Apple calls this approach "app thinning".
Also remember that Google Play Store could serve whichever APK it liked right now - the signing keys aren't surfaced in UI on Android (or iOS for that matter).
I am curious what are good solutions to this problem? Compile your OS (and any other software) from source?
You have to rely on a distribution that has a many-eyes review policy and has security conscious users.
That's blatantly understating how many packages are reproducible.
Multiple people can grab the sources from the developer, review and apply the patches, build the package and publish the resulting hash. With reproducible builds, all people end up with the same hash, which should also be the same for the pre-built package in the repository.
In other words, instead of trusting one single person (the maintainer) you split the trust across multiple people. This is definitely an improvement thanks to reproducible builds.
And, there are large tech firms doing this already.
With the upcoming change, we loose this verification when using Google's app store.
Developers can still create key pairs themselves and upload them to Google. So they can still publish their public key if they want and you can be certain that APKs distributed from somewhere other than Play were definitely signed by the developer.
I think this is exactly the bit people don't like. I don't want them to "own" my operating system.
In the case of Apple, I agree. It doesn't make sense to use their ecosystem without trusting them fully.
However, in the case of Android / Google Play, right now the developers have the option to choose between APKs and App Bundles. Why take away that choice? If App Bundles are superior, then developers will choose that option freely. (Google Play is already really pushy when recommending to use App Bundles.)
Upstream can sign or otherwise indicate integrity (e.g., Git revision checksums) of all individual source files. This ... becomes tedious to check, but can be checked against Debian sources to identify where any changes might reside. Note that this still applies only to sources rather than builds, though it's an option. It's likely not an option in wide use.
Debian also ships sources rather than builds, which can be built directly on your own systems (or within your own build-and-distribution network). Debian's had a "reproducible builds" initiative for some years (https://wiki.debian.org/ReproducibleBuilds), and this covers a fair number of packages (I don't have a count offhand), though there are notable exceptions of packages which are simply too complex to build reproducibly. I think the September 2020 summit notes are the best current overview of status, tools, and issues: https://reproducible-builds.org/reports/2020-09/
And, unlike Google Play, it's possible to download from any arbitrary Debian mirror without authentication. Authentication-prior-to-download could lead to branching logic for user-specific modified packages being delivered. Another option of course being for a generically-modified package that targets a single user or specified set of narrow criteria.

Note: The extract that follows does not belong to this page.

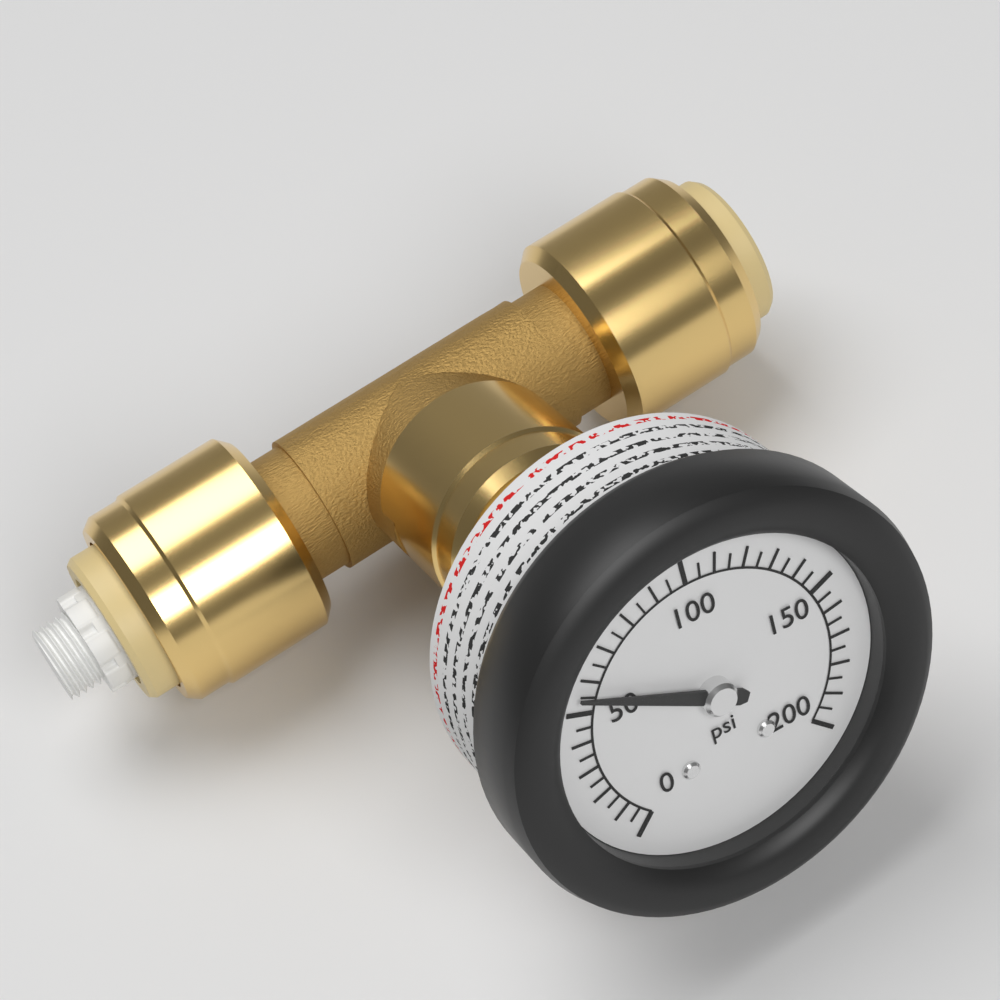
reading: 55 psi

With Google the entire process is completely opaque, they do everything behind closed doors, and can hand different users different blobs on demand.
Ultimately with Google, you only have Google's word for what they're doing, and you know they have the capability to provide different versions to different users on demand of an NSL. With Debian, they have no way to attack a specific user, and you fully have the ability to "check their work."

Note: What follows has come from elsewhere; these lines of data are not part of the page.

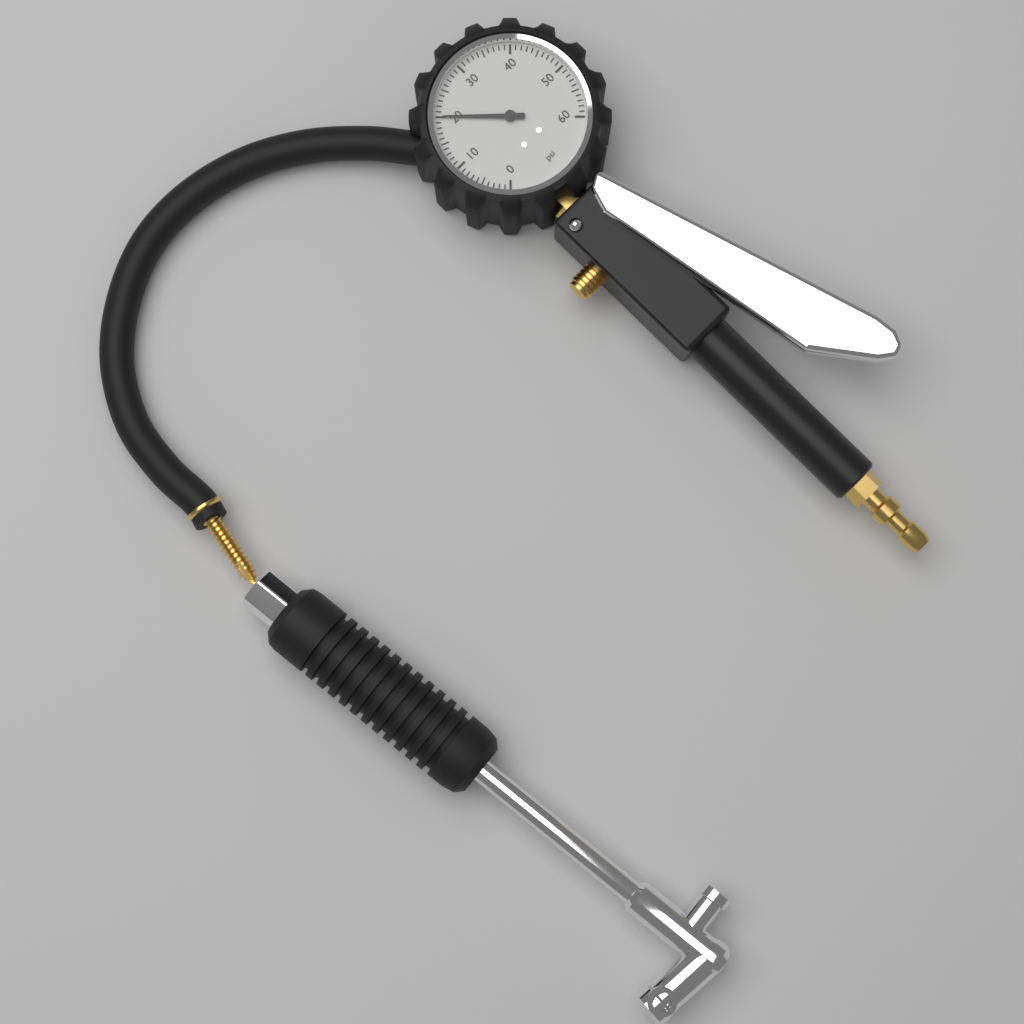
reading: 20 psi
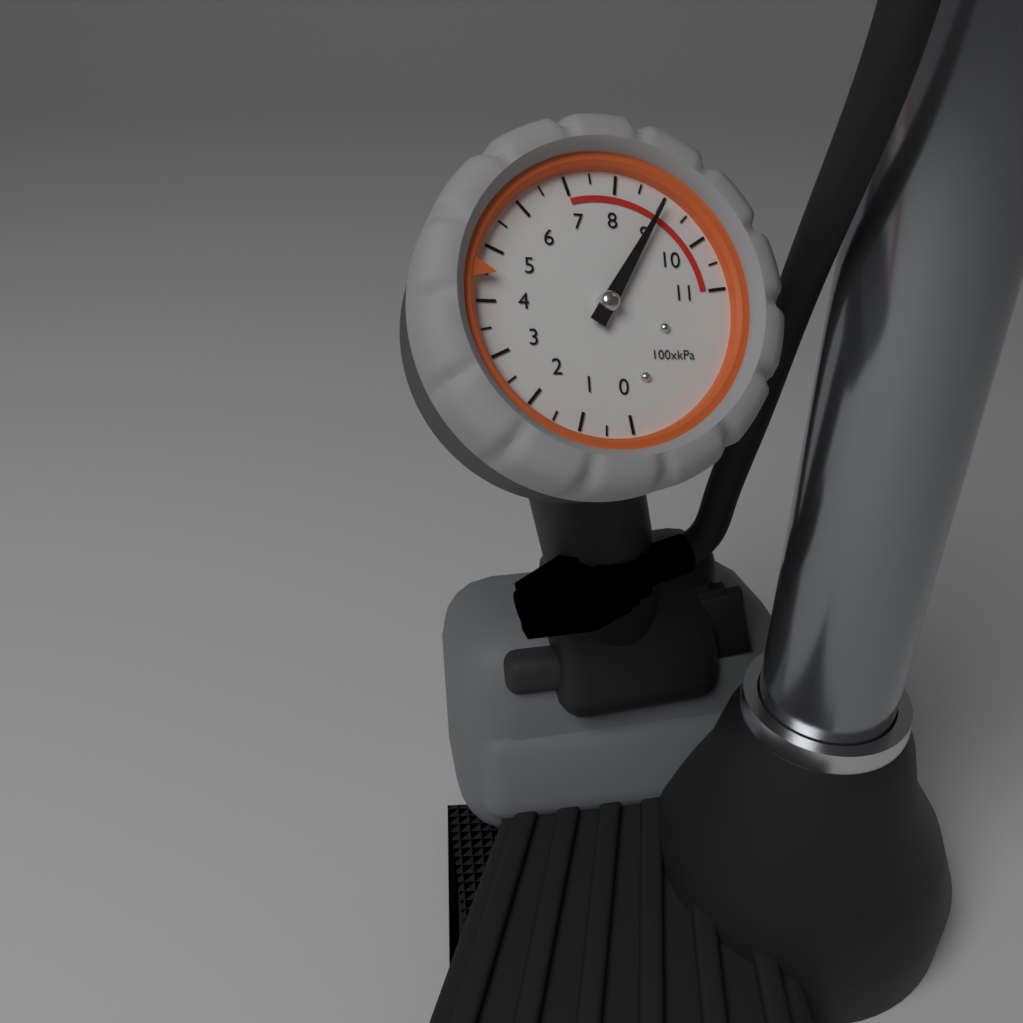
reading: 900 kPa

Maybe they can release a tool to create APKs from App Bundles locally (maybe call it, idk, 'bundletool' or something like that). They could also make it so the Google Play Console allows developers to choose between uploading APKs or an App Bundle, and communicating the pros/cons of both methods. That way, a developer (not Google) can choose which option is best for their business and their customers!
Sound good to me at least (although to be fair, I don't have an ulterior motives or bad intentions)
I wonder if internally they either have this ability or this constraint is only required for non Google app developers?